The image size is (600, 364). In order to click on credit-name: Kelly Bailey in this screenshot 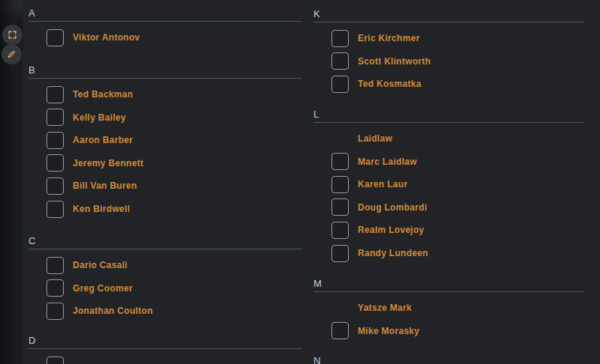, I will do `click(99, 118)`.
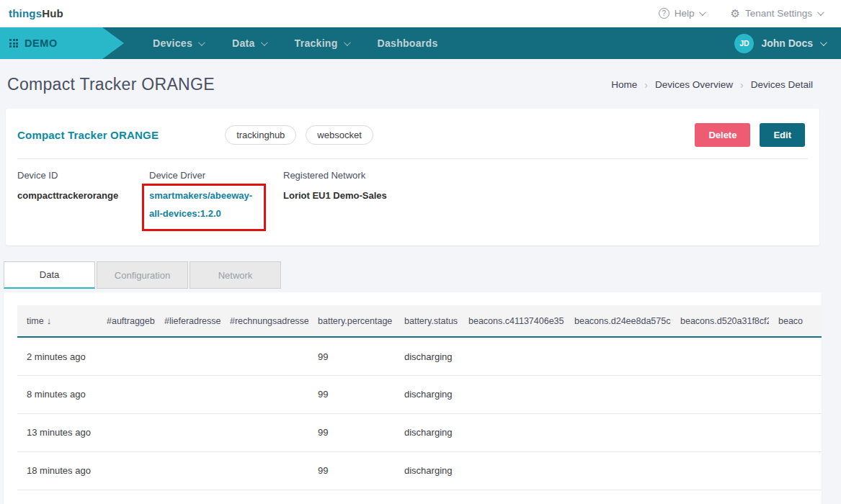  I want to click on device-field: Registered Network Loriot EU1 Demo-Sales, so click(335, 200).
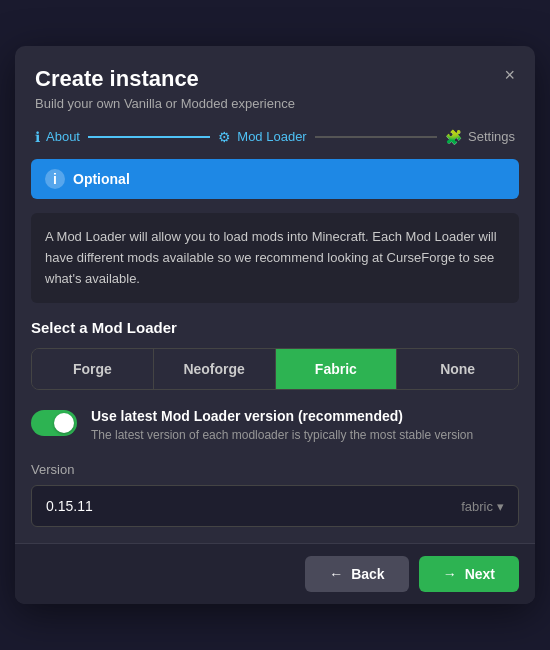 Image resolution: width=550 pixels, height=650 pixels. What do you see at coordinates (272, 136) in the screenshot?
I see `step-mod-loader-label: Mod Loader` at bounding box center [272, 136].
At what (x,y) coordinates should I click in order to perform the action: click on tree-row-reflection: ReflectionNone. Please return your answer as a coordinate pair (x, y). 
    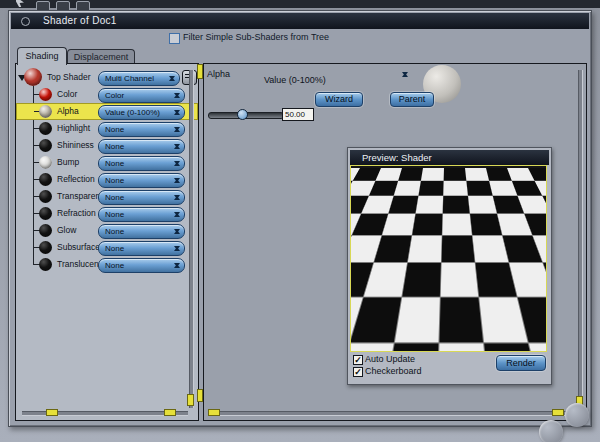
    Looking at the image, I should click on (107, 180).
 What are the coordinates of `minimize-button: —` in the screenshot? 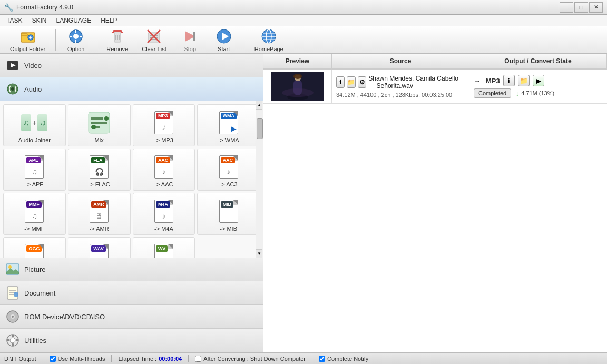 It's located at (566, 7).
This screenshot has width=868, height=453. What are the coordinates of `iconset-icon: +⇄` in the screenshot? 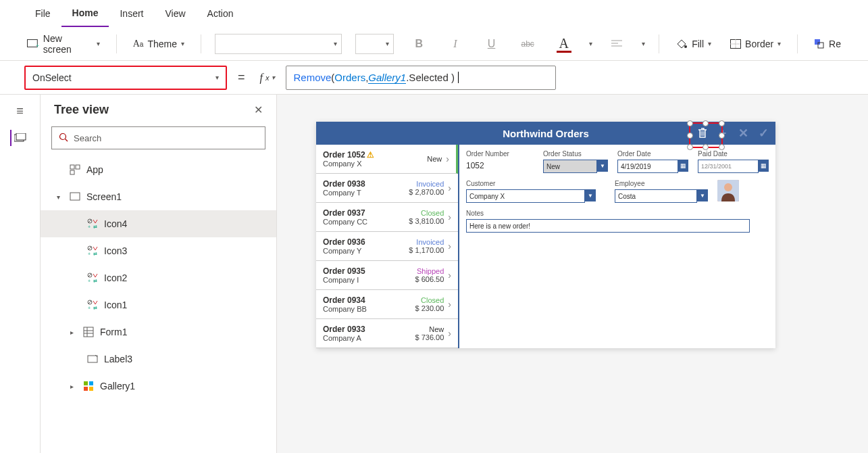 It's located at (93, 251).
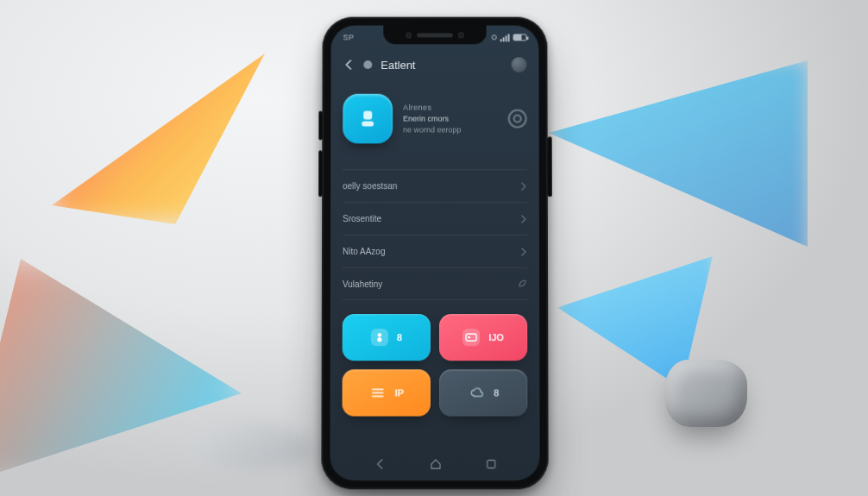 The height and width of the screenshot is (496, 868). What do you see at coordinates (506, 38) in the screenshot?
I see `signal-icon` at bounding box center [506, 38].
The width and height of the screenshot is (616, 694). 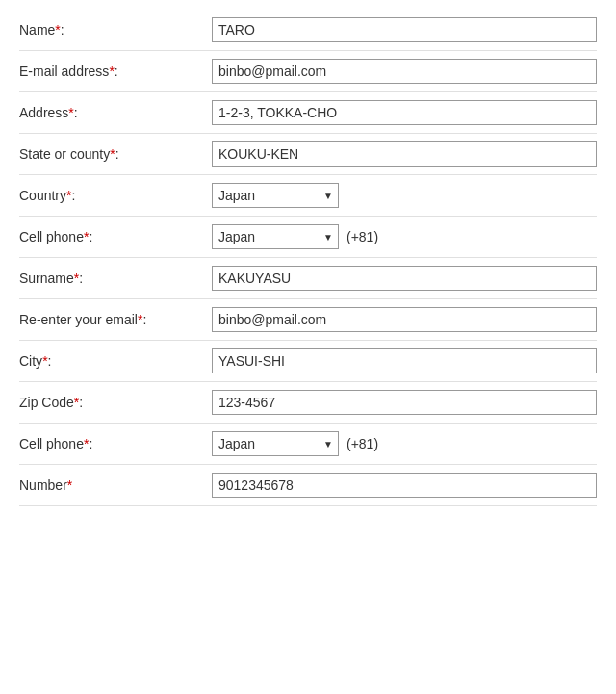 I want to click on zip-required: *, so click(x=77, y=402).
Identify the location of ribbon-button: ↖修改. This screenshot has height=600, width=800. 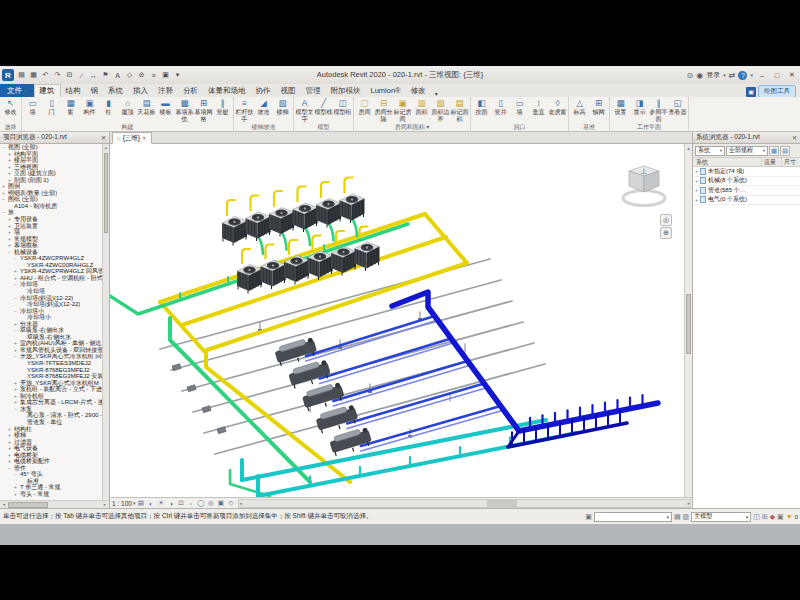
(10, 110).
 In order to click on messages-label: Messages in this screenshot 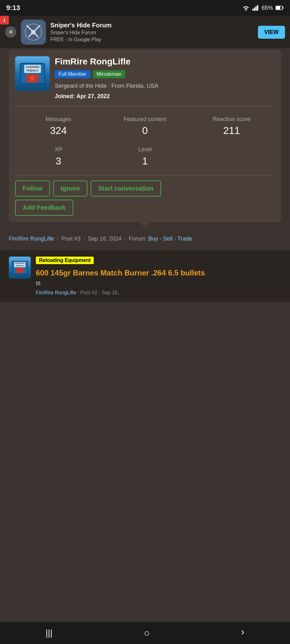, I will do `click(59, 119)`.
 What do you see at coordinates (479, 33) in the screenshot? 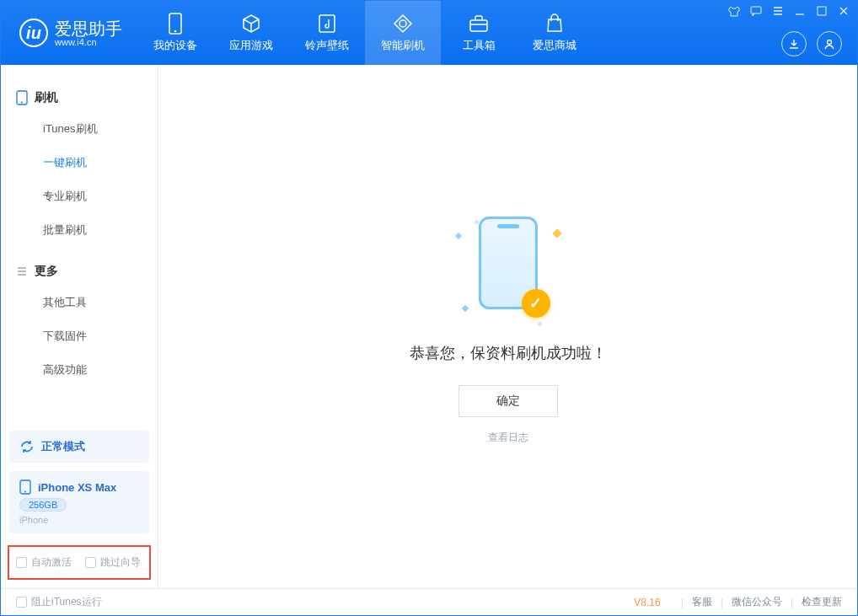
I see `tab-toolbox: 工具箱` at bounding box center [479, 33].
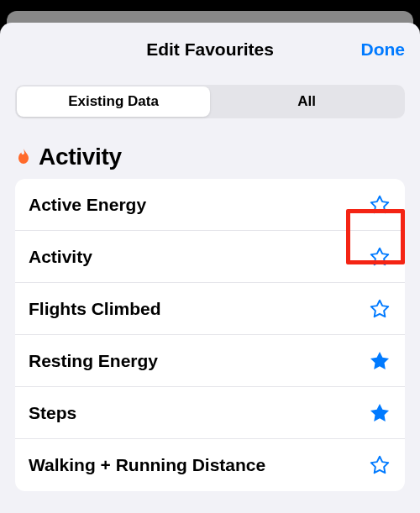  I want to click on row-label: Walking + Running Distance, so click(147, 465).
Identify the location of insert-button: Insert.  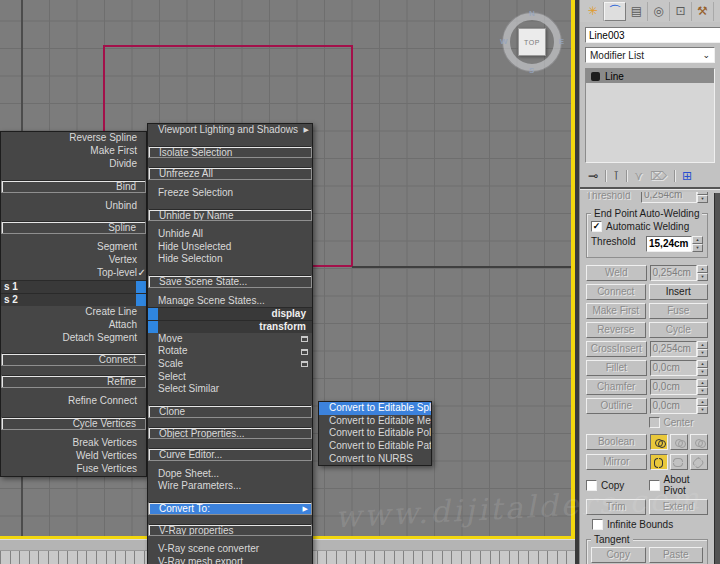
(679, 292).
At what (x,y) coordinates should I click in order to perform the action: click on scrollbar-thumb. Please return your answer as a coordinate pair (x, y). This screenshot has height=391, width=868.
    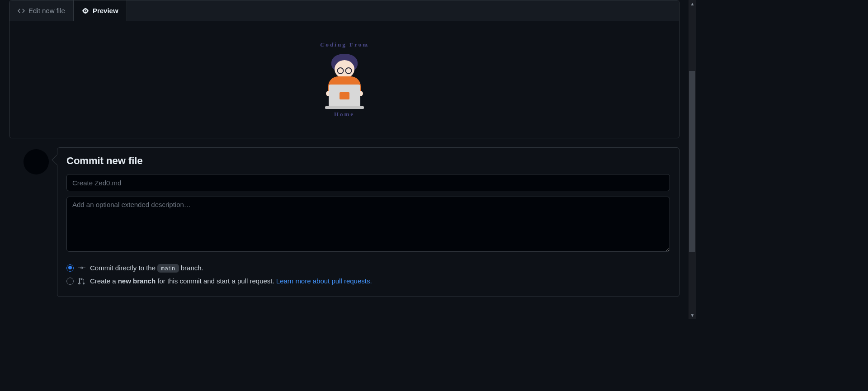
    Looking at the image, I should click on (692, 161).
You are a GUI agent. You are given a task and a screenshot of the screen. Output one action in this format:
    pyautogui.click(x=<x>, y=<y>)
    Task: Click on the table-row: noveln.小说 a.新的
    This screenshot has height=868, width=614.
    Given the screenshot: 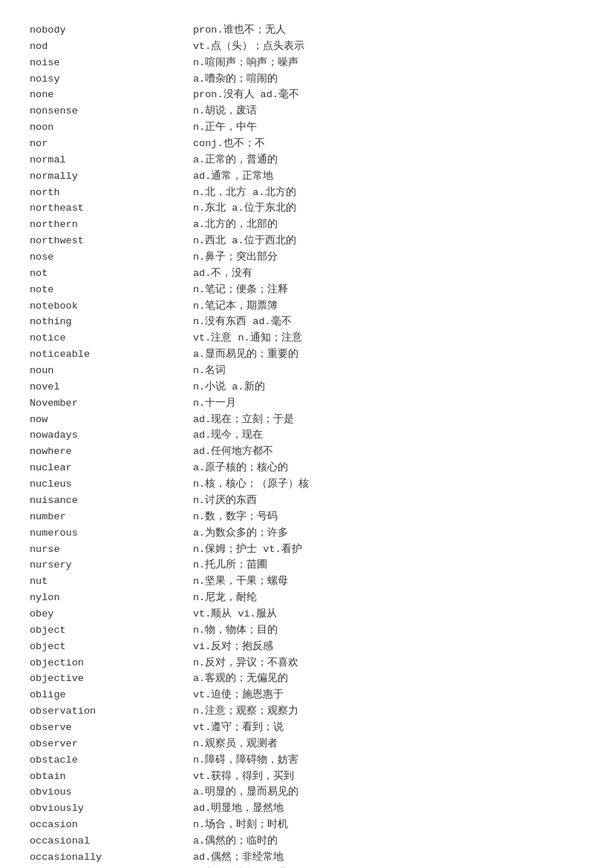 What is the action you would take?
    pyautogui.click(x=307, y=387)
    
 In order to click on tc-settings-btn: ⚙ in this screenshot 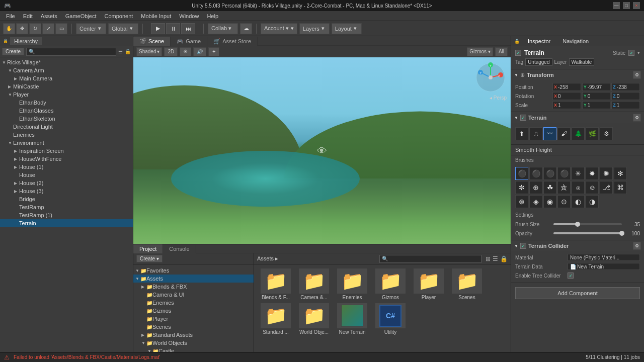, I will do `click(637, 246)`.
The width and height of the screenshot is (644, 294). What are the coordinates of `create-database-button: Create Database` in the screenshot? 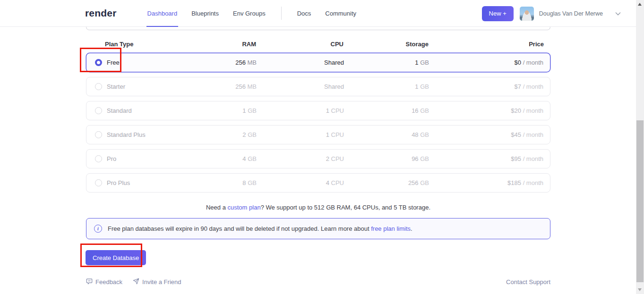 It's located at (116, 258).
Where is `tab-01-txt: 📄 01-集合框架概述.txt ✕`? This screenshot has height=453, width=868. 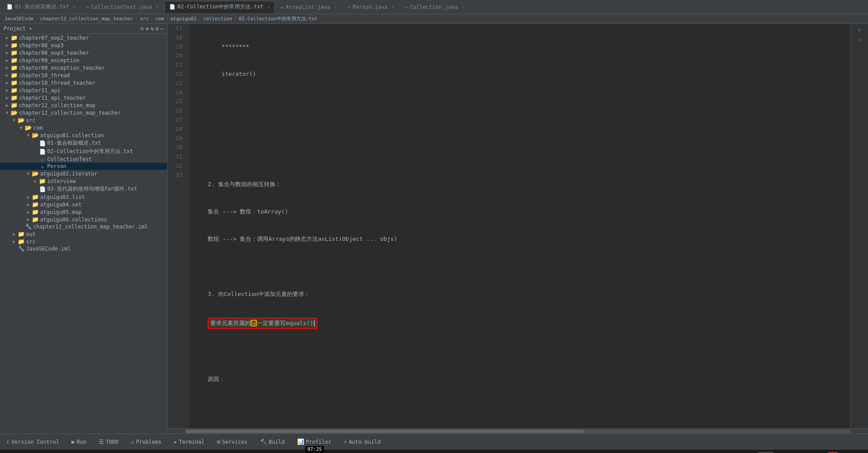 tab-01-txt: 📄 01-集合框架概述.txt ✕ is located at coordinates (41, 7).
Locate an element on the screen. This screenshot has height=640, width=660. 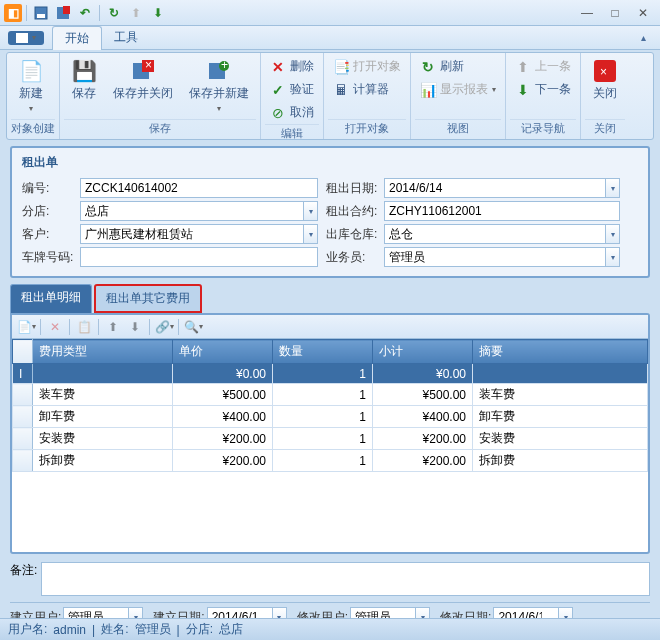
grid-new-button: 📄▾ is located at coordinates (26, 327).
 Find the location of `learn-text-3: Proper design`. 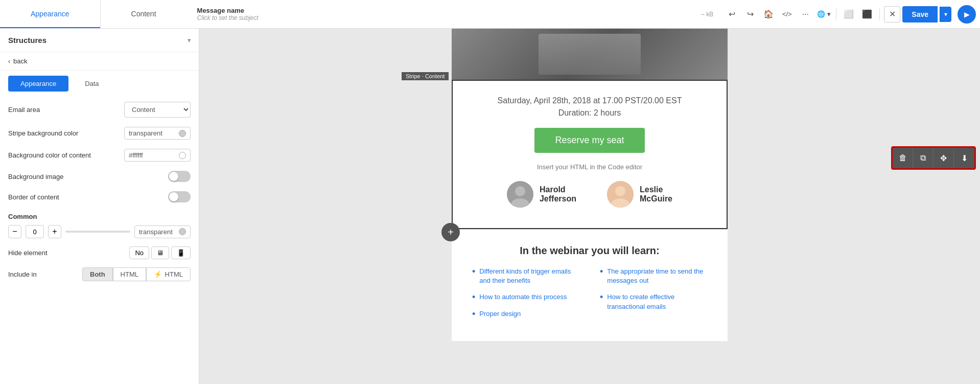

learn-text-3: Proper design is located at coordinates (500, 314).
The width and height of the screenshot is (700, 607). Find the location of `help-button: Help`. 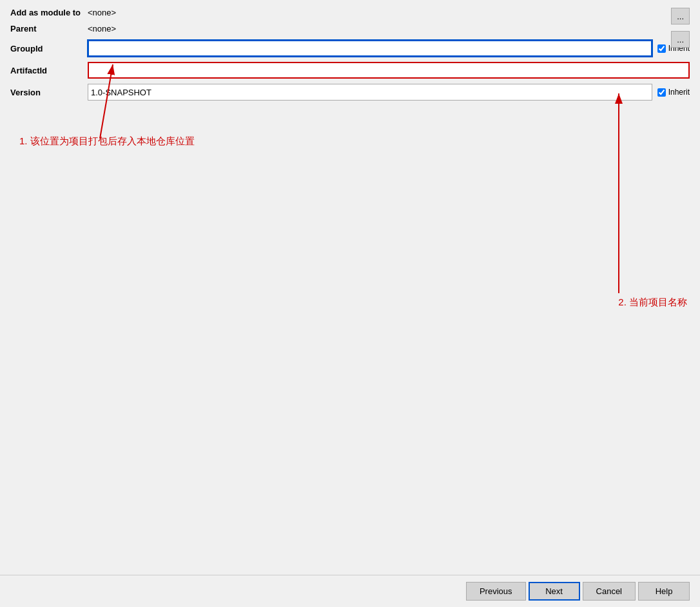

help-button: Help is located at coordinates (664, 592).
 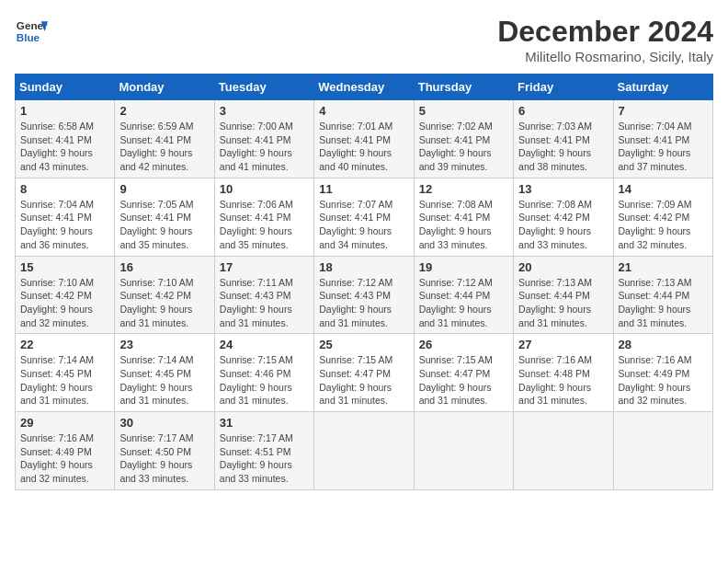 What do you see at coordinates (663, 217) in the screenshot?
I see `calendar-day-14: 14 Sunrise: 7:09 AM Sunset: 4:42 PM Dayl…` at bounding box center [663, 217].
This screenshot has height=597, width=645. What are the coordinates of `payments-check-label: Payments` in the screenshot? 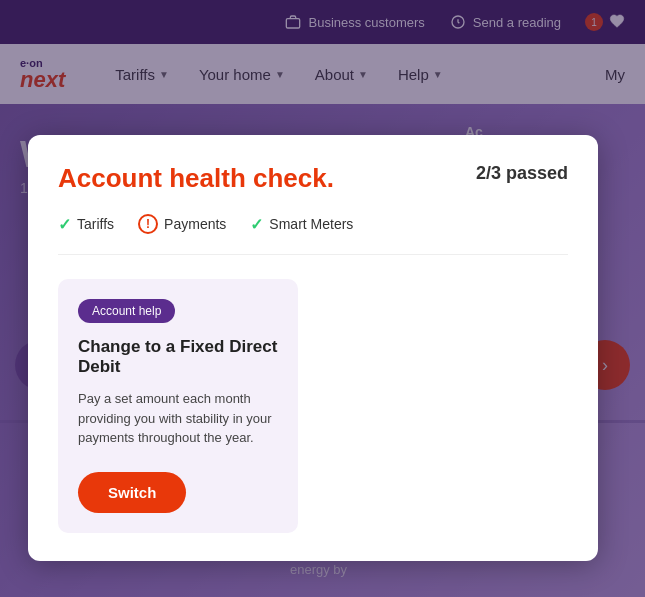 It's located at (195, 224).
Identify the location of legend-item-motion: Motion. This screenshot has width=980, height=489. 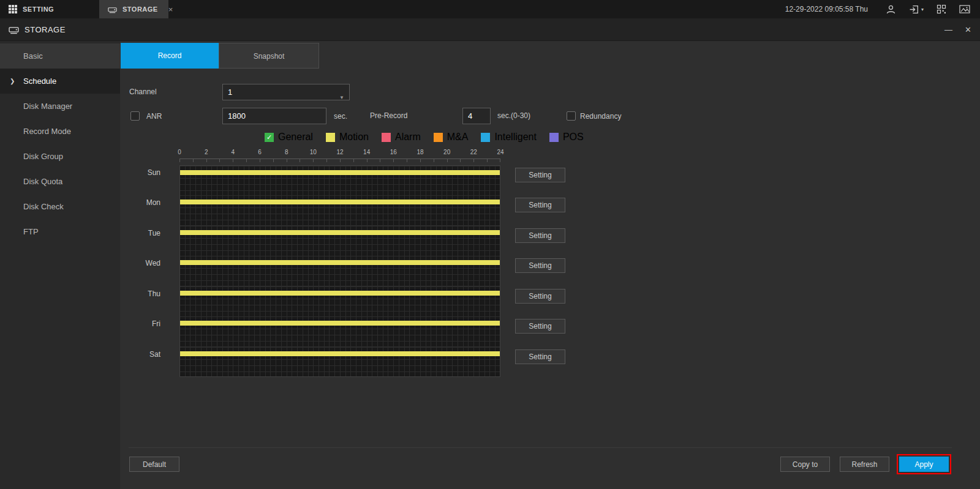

____________

From the material above, give again exactly the lines from the one that contains "Identify the location of insert-button: Insert." through the one that contains "pyautogui.click(x=<x>, y=<y>)", and leave out the pictures.

Identify the location of insert-button: Insert.  
(679, 292).
At what (x,y) coordinates should I click in order to perform the action: click on scrollbar-thumb. Please return your answer as a coordinate pair (x, y). This screenshot has height=391, width=868.
    Looking at the image, I should click on (692, 161).
You are a GUI agent. You are given a task and a screenshot of the screen. Output one action in this format:
    pyautogui.click(x=<x>, y=<y>)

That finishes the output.